Everywhere I look, I see B2B marketing that spouts “join the conversation,” “get in the conversation,” and other references to the word that skew it’s meaning into the equivalent of “talk to the hand.”
In my last post, I wrote about debunking the B2B buzzword, engagement. In the same vein, I’m wondering what the heck happened to the art of conversation? Have we become so numb by the ability to publish whatever we want that we’ve forgotten how to be human?
The words dialogue and conversation are also interchanged without thought but, in online marketing, they have different criterion:
Conversation: an interchange of thought, information actively shared between/among people. (Requires 2 or more people)
Dialogue: an exchange of information (Only requires one person)
The difference here is that a conversation is an active exchange of information between people where a dialogue (as an exchange of information) could be between a person and a website, blog, video, etc. without the need for two active (human) participants.
I think this is an important distinction. I do not think the two are interchangeable.
Let’s look at some examples of what a conversation is NOT:
- A push email – even if the recipient clicks
- A Tweet with no commentary (title and link and handle)
- A blog post with comments from readers, but no response from the author (This does, however, change if readers are commenting in response to each other.)
- A white paper download
- Viewing a video
Examples of what transforms dialogue into conversation is response.
- I receive an email, click the link, and forward the email on to a colleague who responds back to me with comment about the content I shared. We may exchange several more emails in discussion about the content.
- I receive a comment on my blog, respond back and ask a follow-on question and the person comes back to answer the question. Or another reader jumps in and answers the question I asked and I respond to them.
- Someone posts a question to a LinkedIn group and provides a link to a blog post or article on the topic. Group members respond by leaving comments and referencing perspectives of others – discussion ensues.
If I had just clicked the link and read the information in the first example, there is no conversation. It’s the act of involving others and adding my commentary that turns the dialogue into a conversation. There must be back and forth between people for a conversation to form.
The evolution is that we don’t need oral communication to have a conversation. As long as two people are involved, a conversation can be facilitated by a variety of technology platforms, from email to communities to social media and beyond.
But, it’s only dialogue if technology is carrying on half of the conversation.
Don’t get me wrong, I’m a huge proponent of marketing automation. Use your technology to establish a dialogue that engages people through contextual information they want and need, GO YOU! But it’s not a conversation until another person gets involved. This is because the “dialogue” is dependent on the behavior of the single participant, not both.
[If I visit this webpage, the system sends me a link to content A. If I visit a landing page and download a white paper, the system sends me content B. Etc. In a dialoge scenario, there’s not a possiblity that it could veer off to content X.]
This is even more important when you consider social media. I see so many exchanges where someone is looking for help, only to be told to call an 800 number. Really? That’s the best you can do? Although that fits the criterion for a conversation (2 or more people), there’s also a difference between a valuable conversation and a crappy excuse for one.
So, when you think about “conversation” in marketing terms – what are you doing to make it more human?
And for those of you thinking “Wait. I get thousands of responses to my nurturing program! I can’t possibly deal with this…” I would point you to buying stages and personas and battening down your lead scoring schema to get to intelligence that’s useful. It’s all in your approach to prioritization.
Don’t let conversation become a meaningless buzzword. With a little art and science we can make marketing human, approachable, and definitely more social.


YOUR OBJECTIVE
With pictures excluded, output exactly the lines that run from the first line of the data below through the line containing "The height and width of the screenshot is (494, 1041).".
§ §
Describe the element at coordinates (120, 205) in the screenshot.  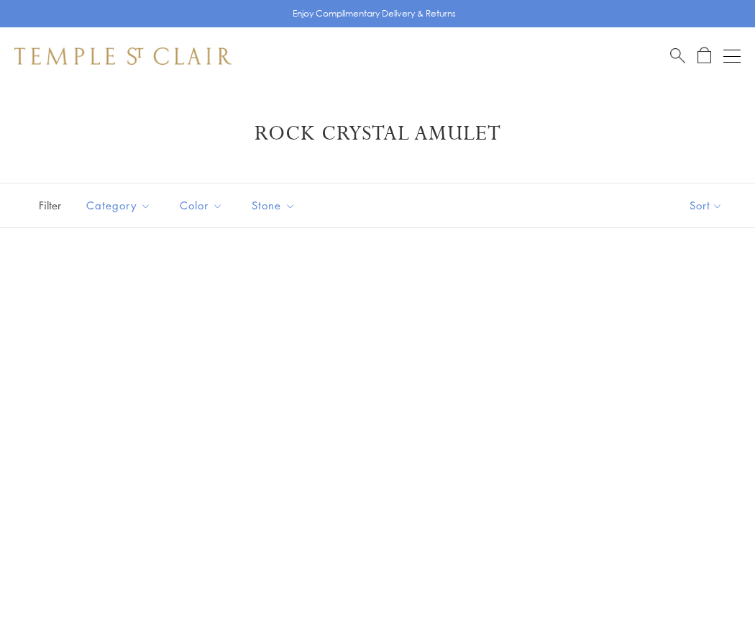
I see `span: Category` at that location.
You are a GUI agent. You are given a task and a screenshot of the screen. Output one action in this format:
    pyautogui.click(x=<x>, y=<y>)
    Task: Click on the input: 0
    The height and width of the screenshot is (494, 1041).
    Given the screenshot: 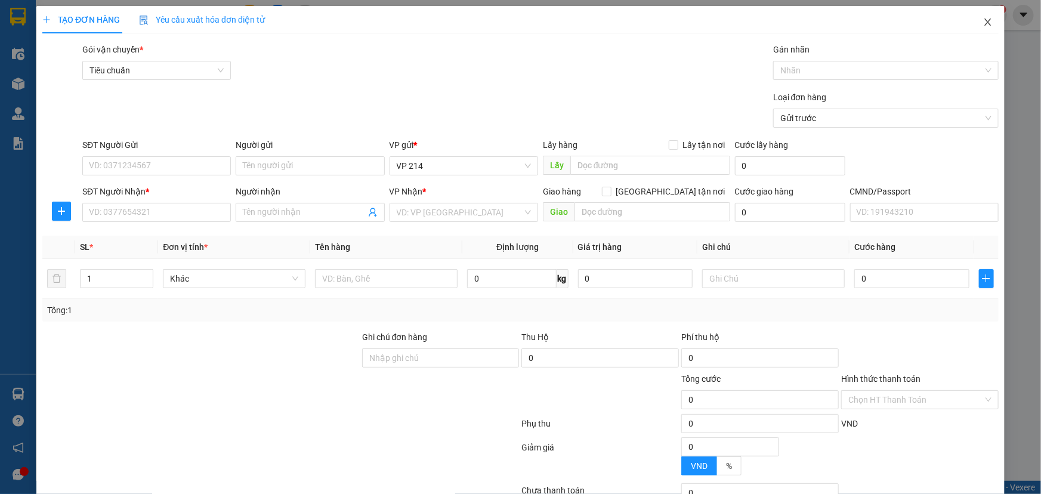 What is the action you would take?
    pyautogui.click(x=635, y=279)
    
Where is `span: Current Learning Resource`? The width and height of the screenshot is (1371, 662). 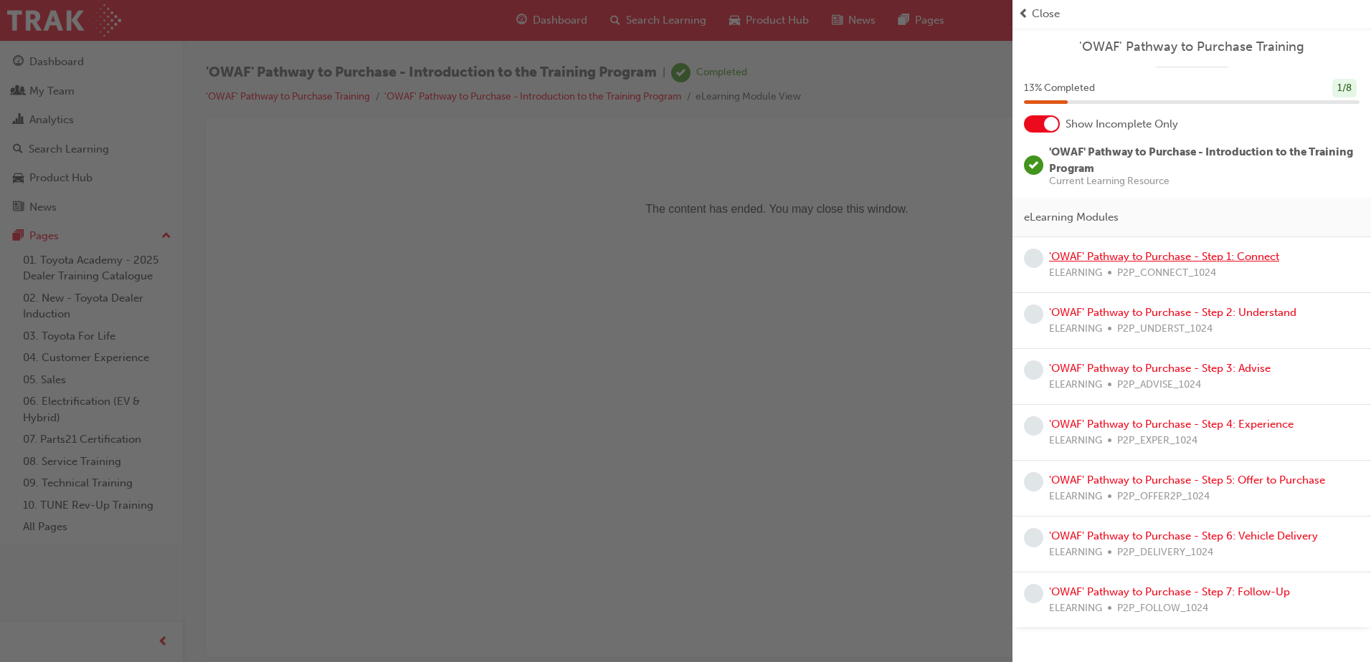
span: Current Learning Resource is located at coordinates (1204, 181).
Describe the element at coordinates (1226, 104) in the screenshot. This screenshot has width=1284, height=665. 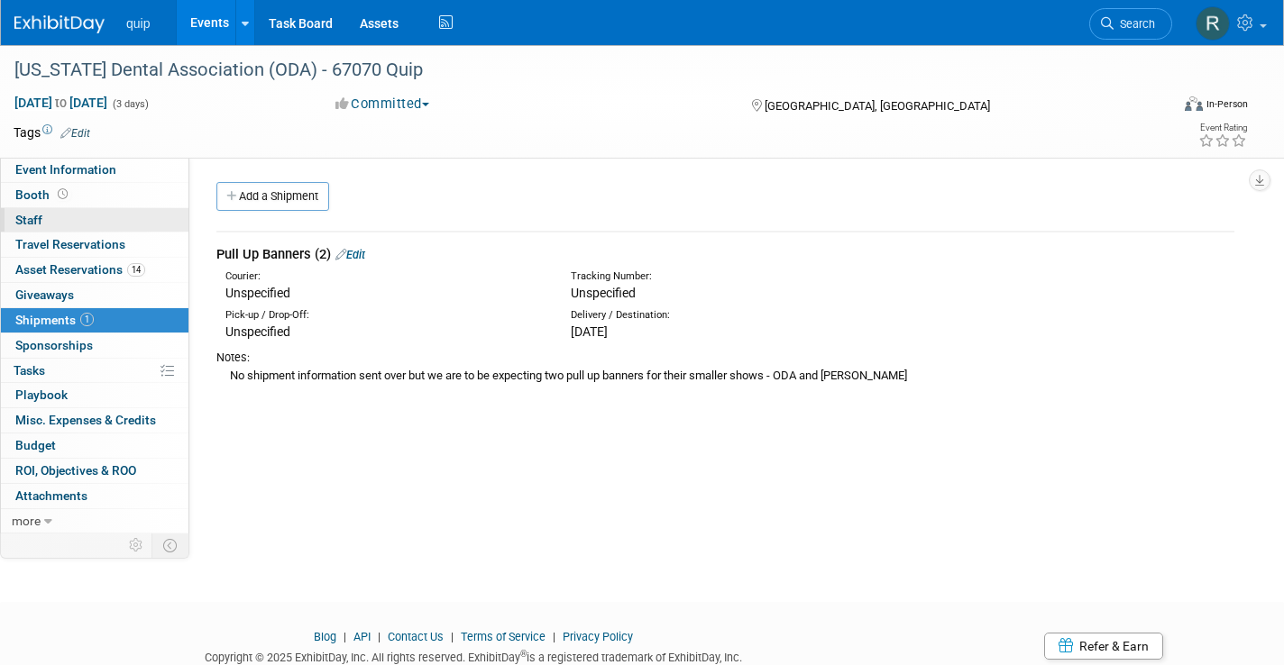
I see `div: In-Person` at that location.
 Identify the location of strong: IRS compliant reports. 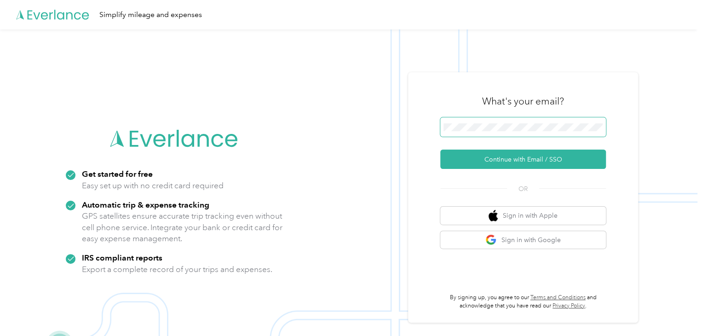
(122, 257).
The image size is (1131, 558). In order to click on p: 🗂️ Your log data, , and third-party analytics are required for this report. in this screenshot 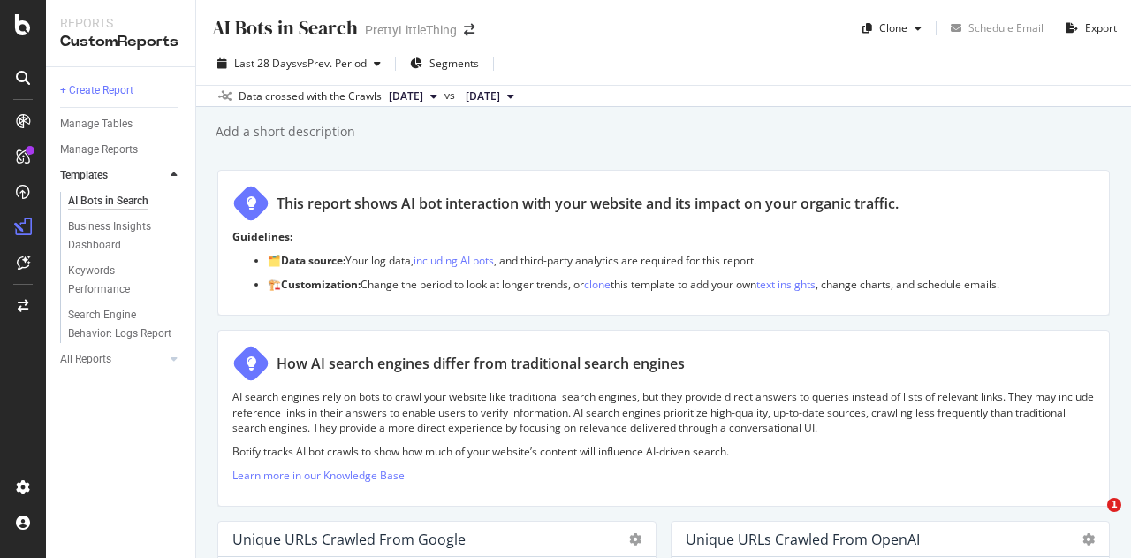, I will do `click(681, 260)`.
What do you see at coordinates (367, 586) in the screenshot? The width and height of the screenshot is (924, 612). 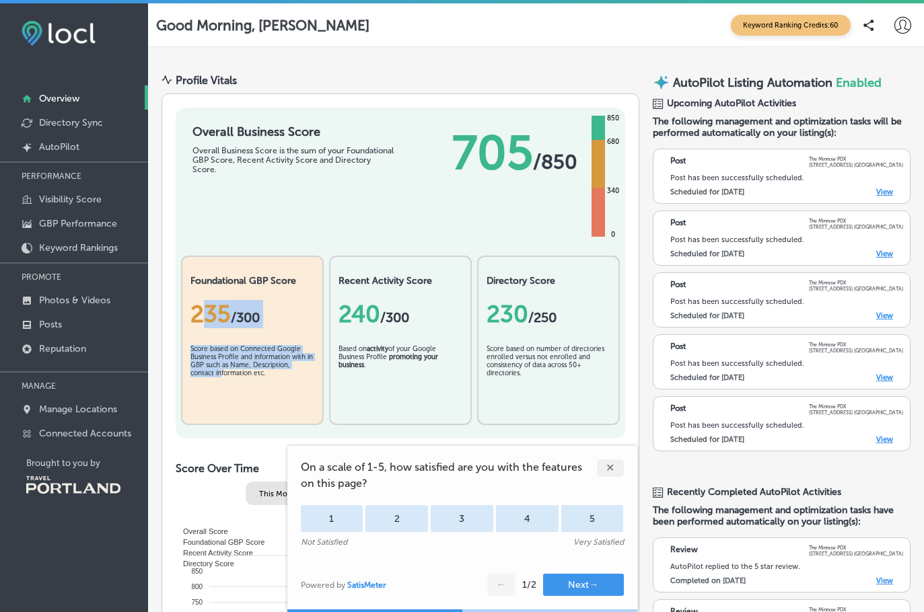 I see `a: SatisMeter` at bounding box center [367, 586].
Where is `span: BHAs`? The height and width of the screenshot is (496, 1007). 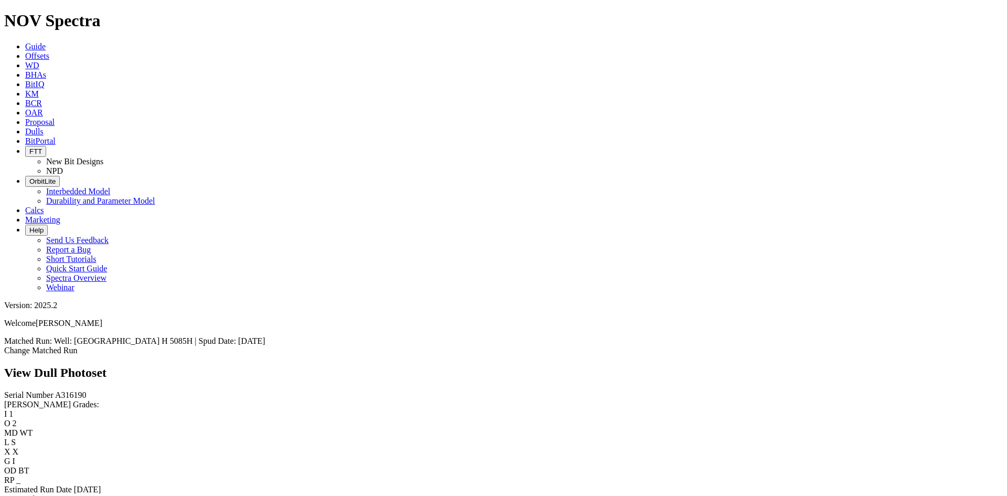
§ §
OUTPUT
Describe the element at coordinates (120, 205) in the screenshot.  
I see `span: Category` at that location.
You are a GUI agent. You are given a task and a screenshot of the screen. Output one action in this format:
    pyautogui.click(x=<x>, y=<y>)
    Task: Click on the input: 0
    The height and width of the screenshot is (494, 1041).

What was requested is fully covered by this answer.